Current Institutional Affiliation
Professor and Chair, Anthropology, University of California / Santa Barbara

Award Information

International Dissertation Research Fellowship 1997
Institutional Affiliation (at time of award):
History, The New School
Development in the Borderlands: Cotton Capitalism, State Formation, and Regional Political Culture in Northern Mexico

I propose to do archival and field research that shows how the deep tensions of Mexican society were negotiated among national and regional actors involved in the Valle Baja Rio Bravo agricultural development project. By analyzing the political languages employed in practices and processes of contention and negotiation, this project will contribute to an historical anthropology of political culture and state formation that investigates the ways in which resistance expresses and reproduces established ideologies and social relations even as it challenges them. Archives in Mexico City and Tamaulipas will be consulted for basic historical data concerning regional economic development and class formation, social conflict, and politics during the 1935-63 period of cotton-export prosperity, and for evidence of the political languages and ideologies of state officials, campesinos, migrant workers, regional elites and others active in the region. Interviews will be conducted with members of these same groups, to provide oral histories that will deepen and broaden our knowledge of the 1935-1963 time period, and show how the contemporary practice of historical memory is itself part of the process of political contestation and negotiation that defines political culture and state formation.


Each line of the data below that contains "replacement" must be copied.

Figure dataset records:
◇ ◇ ◇ ◇ ◇

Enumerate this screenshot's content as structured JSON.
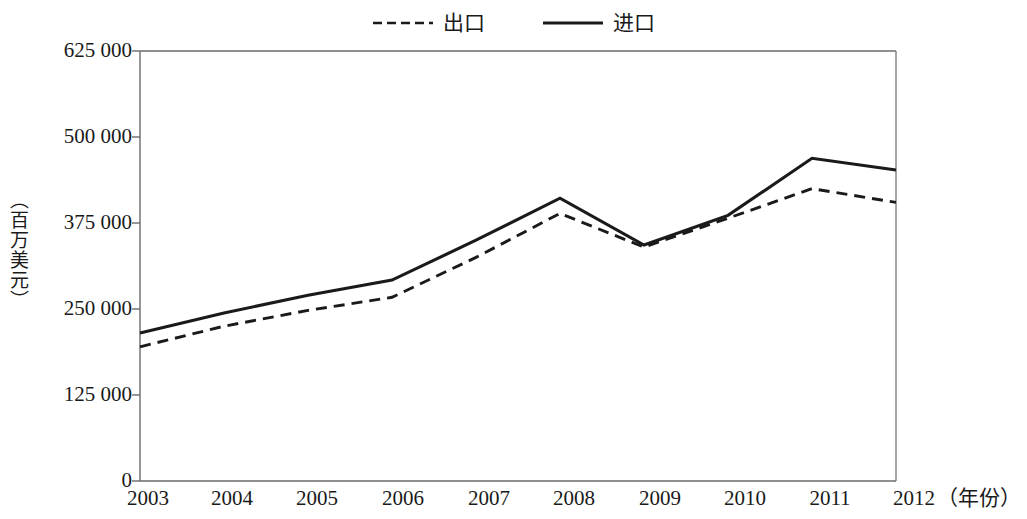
{
  "legend": {
    "position": "top-center",
    "items": [
      {
        "label": "出口",
        "style": "dashed",
        "color": "#1a1a1a",
        "name": "exports"
      },
      {
        "label": "进口",
        "style": "solid",
        "color": "#1a1a1a",
        "name": "imports"
      }
    ]
  },
  "axes": {
    "y_title": "（百万美元）",
    "x_unit": "（年份）",
    "y_ticks": [
      "0",
      "125 000",
      "250 000",
      "375 000",
      "500 000",
      "625 000"
    ],
    "x_ticks": [
      "2003",
      "2004",
      "2005",
      "2006",
      "2007",
      "2008",
      "2009",
      "2010",
      "2011",
      "2012"
    ]
  },
  "colors": {
    "line": "#1a1a1a",
    "axis": "#6b6b6b",
    "background": "#ffffff"
  },
  "chart_data": {
    "type": "line",
    "title": "",
    "subtitle": "",
    "xlabel": "（年份）",
    "ylabel": "（百万美元）",
    "categories": [
      "2003",
      "2004",
      "2005",
      "2006",
      "2007",
      "2008",
      "2009",
      "2010",
      "2011",
      "2012"
    ],
    "x": [
      2003,
      2004,
      2005,
      2006,
      2007,
      2008,
      2009,
      2010,
      2011,
      2012
    ],
    "series": [
      {
        "name": "出口",
        "style": "dashed",
        "color": "#1a1a1a",
        "values": [
          195000,
          225000,
          248000,
          267000,
          325000,
          389000,
          340000,
          382000,
          425000,
          405000
        ]
      },
      {
        "name": "进口",
        "style": "solid",
        "color": "#1a1a1a",
        "values": [
          215000,
          244000,
          270000,
          292000,
          350000,
          411000,
          343000,
          386000,
          469000,
          452000
        ]
      }
    ],
    "ylim": [
      0,
      625000
    ],
    "ytick_step": 125000,
    "xlim": [
      2003,
      2012
    ],
    "grid": false,
    "legend_position": "top-center"
  }
}
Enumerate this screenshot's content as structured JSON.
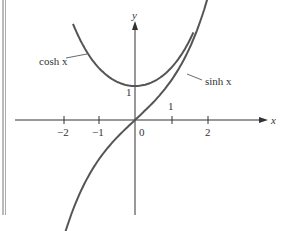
{
  "chart_data": {
    "type": "line",
    "title": "",
    "xlabel": "x",
    "ylabel": "y",
    "xlim": [
      -3.7,
      4.1
    ],
    "ylim": [
      -2.75,
      3.0
    ],
    "grid": false,
    "legend": "none (inline labels)",
    "x_ticks": [
      -2,
      -1,
      0,
      1,
      2
    ],
    "x_tick_labels": [
      "−2",
      "−1",
      "0",
      "",
      "2"
    ],
    "y_ticks": [
      1
    ],
    "y_tick_labels": [
      "1"
    ],
    "annotations": [
      "cosh x",
      "sinh x",
      "1"
    ],
    "series": [
      {
        "name": "cosh x",
        "x": [
          -1.7,
          -1.5,
          -1.0,
          -0.5,
          0,
          0.5,
          1.0,
          1.5,
          1.6
        ],
        "values": [
          2.83,
          2.35,
          1.54,
          1.13,
          1.0,
          1.13,
          1.54,
          2.35,
          2.58
        ]
      },
      {
        "name": "sinh x",
        "x": [
          -2.1,
          -1.5,
          -1.0,
          -0.5,
          0,
          0.5,
          1.0,
          1.5,
          2.0
        ],
        "values": [
          -2.7,
          -2.13,
          -1.18,
          -0.52,
          0,
          0.52,
          1.18,
          2.13,
          2.7
        ]
      }
    ]
  },
  "labels": {
    "y_axis": "y",
    "x_axis": "x",
    "cosh": "cosh x",
    "sinh": "sinh x",
    "tick_m2": "−2",
    "tick_m1": "−1",
    "tick_0": "0",
    "tick_2": "2",
    "y_one": "1",
    "x_one": "1"
  },
  "colors": {
    "curve": "#555555",
    "axis": "#333333"
  }
}
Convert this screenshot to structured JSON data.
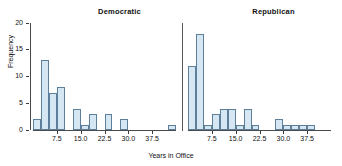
{
  "chart_data": {
    "type": "bar",
    "title": "",
    "xlabel": "Years in Office",
    "ylabel": "Frequency",
    "ylim": [
      0,
      20
    ],
    "yticks": [
      0,
      5,
      10,
      15,
      20
    ],
    "xlim": [
      0,
      45
    ],
    "xticks": [
      7.5,
      15.0,
      22.5,
      30.0,
      37.5
    ],
    "xtick_labels": [
      "7.5",
      "15.0",
      "22.5",
      "30.0",
      "37.5"
    ],
    "grid": false,
    "legend": "none",
    "bin_width": 2.5,
    "panels": [
      {
        "name": "Democratic",
        "bin_starts": [
          0.0,
          2.5,
          5.0,
          7.5,
          10.0,
          12.5,
          15.0,
          17.5,
          20.0,
          22.5,
          25.0,
          27.5,
          30.0,
          32.5,
          35.0,
          37.5,
          40.0,
          42.5
        ],
        "values": [
          2,
          13,
          7,
          8,
          0,
          4,
          1,
          3,
          0,
          3,
          0,
          2,
          0,
          0,
          0,
          0,
          0,
          1
        ]
      },
      {
        "name": "Republican",
        "bin_starts": [
          0.0,
          2.5,
          5.0,
          7.5,
          10.0,
          12.5,
          15.0,
          17.5,
          20.0,
          22.5,
          25.0,
          27.5,
          30.0,
          32.5,
          35.0,
          37.5,
          40.0
        ],
        "values": [
          12,
          18,
          1,
          3,
          4,
          4,
          1,
          4,
          1,
          0,
          0,
          2,
          1,
          1,
          1,
          1,
          0
        ]
      }
    ]
  },
  "titles": {
    "democratic": "Democratic",
    "republican": "Republican"
  },
  "axes": {
    "ylabel": "Frequency",
    "xlabel": "Years in Office",
    "ytick_labels": [
      "0",
      "5",
      "10",
      "15",
      "20"
    ],
    "xtick_labels": [
      "7.5",
      "15.0",
      "22.5",
      "30.0",
      "37.5"
    ]
  },
  "colors": {
    "bar_fill": "#d6e7f4",
    "bar_edge": "#5d7f99",
    "axis": "#4a4a4a",
    "text": "#111111",
    "background": "#ffffff"
  }
}
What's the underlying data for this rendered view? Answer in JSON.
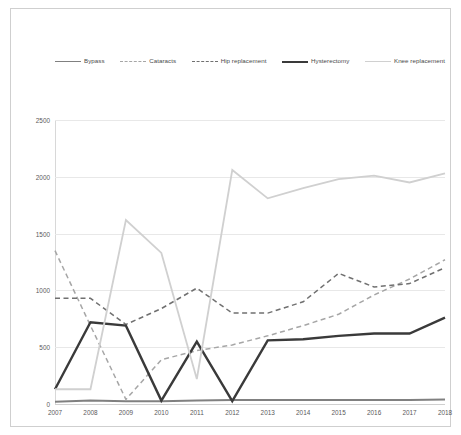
{
  "chart_data": {
    "type": "line",
    "title": "",
    "xlabel": "",
    "ylabel": "",
    "categories": [
      "2007",
      "2008",
      "2009",
      "2010",
      "2011",
      "2012",
      "2013",
      "2014",
      "2015",
      "2016",
      "2017",
      "2018"
    ],
    "ylim": [
      0,
      2500
    ],
    "yticks": [
      0,
      500,
      1000,
      1500,
      2000,
      2500
    ],
    "grid": true,
    "legend_position": "top",
    "series": [
      {
        "name": "Bypass",
        "color": "#808080",
        "style": "solid",
        "width": 2.0,
        "values": [
          20,
          30,
          25,
          25,
          30,
          35,
          35,
          35,
          35,
          35,
          35,
          40
        ]
      },
      {
        "name": "Cataracts",
        "color": "#a6a6a6",
        "style": "dashed",
        "width": 1.5,
        "values": [
          1350,
          690,
          40,
          390,
          470,
          520,
          600,
          690,
          790,
          960,
          1100,
          1270
        ]
      },
      {
        "name": "Hip replacement",
        "color": "#707070",
        "style": "dashed",
        "width": 1.5,
        "values": [
          930,
          930,
          700,
          840,
          1020,
          800,
          800,
          900,
          1150,
          1030,
          1060,
          1200
        ]
      },
      {
        "name": "Hysterectomy",
        "color": "#3a3a3a",
        "style": "solid",
        "width": 2.4,
        "values": [
          130,
          720,
          690,
          30,
          550,
          25,
          560,
          570,
          600,
          620,
          620,
          760
        ]
      },
      {
        "name": "Knee replacement",
        "color": "#d0d0d0",
        "style": "solid",
        "width": 1.8,
        "values": [
          130,
          130,
          1620,
          1330,
          220,
          2060,
          1810,
          1900,
          1980,
          2010,
          1950,
          2030
        ]
      }
    ]
  }
}
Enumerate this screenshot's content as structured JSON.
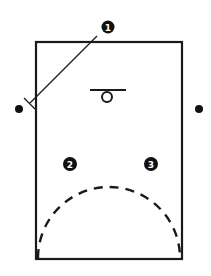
{
  "diagram": {
    "type": "basketball-half-court-play",
    "colors": {
      "ink": "#111111",
      "background": "#ffffff"
    },
    "players": [
      {
        "id": "1",
        "label": "1",
        "x": 108,
        "y": 27
      },
      {
        "id": "2",
        "label": "2",
        "x": 70,
        "y": 164
      },
      {
        "id": "3",
        "label": "3",
        "x": 151,
        "y": 164
      }
    ],
    "outside_markers": [
      {
        "id": "left-dot",
        "x": 19,
        "y": 109
      },
      {
        "id": "right-dot",
        "x": 199,
        "y": 109
      }
    ],
    "basket": {
      "backboard_x1": 90,
      "backboard_x2": 126,
      "backboard_y": 90,
      "rim_cx": 107,
      "rim_cy": 97,
      "rim_r": 5
    },
    "court_rect": {
      "x": 36,
      "y": 42,
      "width": 146,
      "height": 217
    },
    "movement_line": {
      "from": [
        97,
        36
      ],
      "to": [
        30,
        103
      ],
      "end_cap": "screen-bar"
    },
    "dashed_arc": {
      "style": "dashed",
      "from": [
        38,
        258
      ],
      "to": [
        180,
        258
      ]
    }
  }
}
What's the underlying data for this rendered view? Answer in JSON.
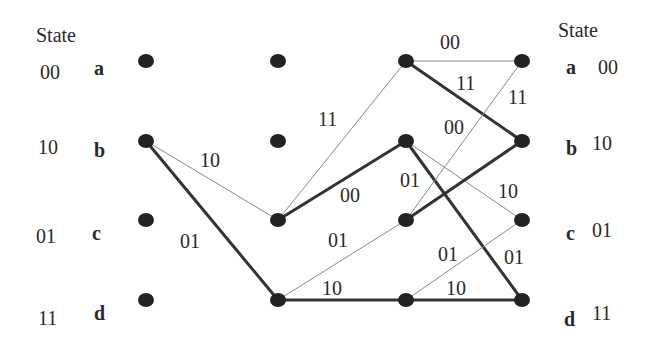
{
  "left_header": "State",
  "right_header": "State",
  "states": [
    {
      "letter": "a",
      "bits": "00"
    },
    {
      "letter": "b",
      "bits": "10"
    },
    {
      "letter": "c",
      "bits": "01"
    },
    {
      "letter": "d",
      "bits": "11"
    }
  ],
  "columns_x": [
    146,
    278,
    406,
    522
  ],
  "rows_y": [
    61,
    141,
    220,
    300
  ],
  "edges": [
    {
      "from": [
        0,
        1
      ],
      "to": [
        1,
        2
      ],
      "label": "10",
      "weight": "thin",
      "lx": 200,
      "ly": 167
    },
    {
      "from": [
        0,
        1
      ],
      "to": [
        1,
        3
      ],
      "label": "01",
      "weight": "thick",
      "lx": 180,
      "ly": 248
    },
    {
      "from": [
        1,
        2
      ],
      "to": [
        2,
        0
      ],
      "label": "11",
      "weight": "thin",
      "lx": 318,
      "ly": 126
    },
    {
      "from": [
        1,
        2
      ],
      "to": [
        2,
        1
      ],
      "label": "00",
      "weight": "thick",
      "lx": 340,
      "ly": 202
    },
    {
      "from": [
        1,
        3
      ],
      "to": [
        2,
        2
      ],
      "label": "01",
      "weight": "thin",
      "lx": 328,
      "ly": 247
    },
    {
      "from": [
        1,
        3
      ],
      "to": [
        2,
        3
      ],
      "label": "10",
      "weight": "thick",
      "lx": 322,
      "ly": 295
    },
    {
      "from": [
        2,
        0
      ],
      "to": [
        3,
        0
      ],
      "label": "00",
      "weight": "thin",
      "lx": 440,
      "ly": 49
    },
    {
      "from": [
        2,
        0
      ],
      "to": [
        3,
        1
      ],
      "label": "11",
      "weight": "thick",
      "lx": 456,
      "ly": 90
    },
    {
      "from": [
        2,
        1
      ],
      "to": [
        3,
        2
      ],
      "label": "10",
      "weight": "thin",
      "lx": 498,
      "ly": 198
    },
    {
      "from": [
        2,
        1
      ],
      "to": [
        3,
        3
      ],
      "label": "01",
      "weight": "thick",
      "lx": 504,
      "ly": 264
    },
    {
      "from": [
        2,
        2
      ],
      "to": [
        3,
        0
      ],
      "label": "11",
      "weight": "thin",
      "lx": 508,
      "ly": 104
    },
    {
      "from": [
        2,
        2
      ],
      "to": [
        3,
        1
      ],
      "label": "00",
      "weight": "thick",
      "lx": 444,
      "ly": 134
    },
    {
      "from": [
        2,
        1
      ],
      "to": [
        3,
        2
      ],
      "label": "",
      "weight": "thin",
      "lx": 0,
      "ly": 0
    },
    {
      "from": [
        2,
        3
      ],
      "to": [
        3,
        2
      ],
      "label": "01",
      "weight": "thin",
      "lx": 438,
      "ly": 261
    },
    {
      "from": [
        2,
        3
      ],
      "to": [
        3,
        3
      ],
      "label": "10",
      "weight": "thick",
      "lx": 446,
      "ly": 295
    }
  ],
  "extra_labels": [
    {
      "text": "01",
      "x": 400,
      "y": 187
    }
  ]
}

◇ ◇ ◇ ◇ ◇

Solution:
        "name": "Hip replacement",
        "name": "Knee replacement",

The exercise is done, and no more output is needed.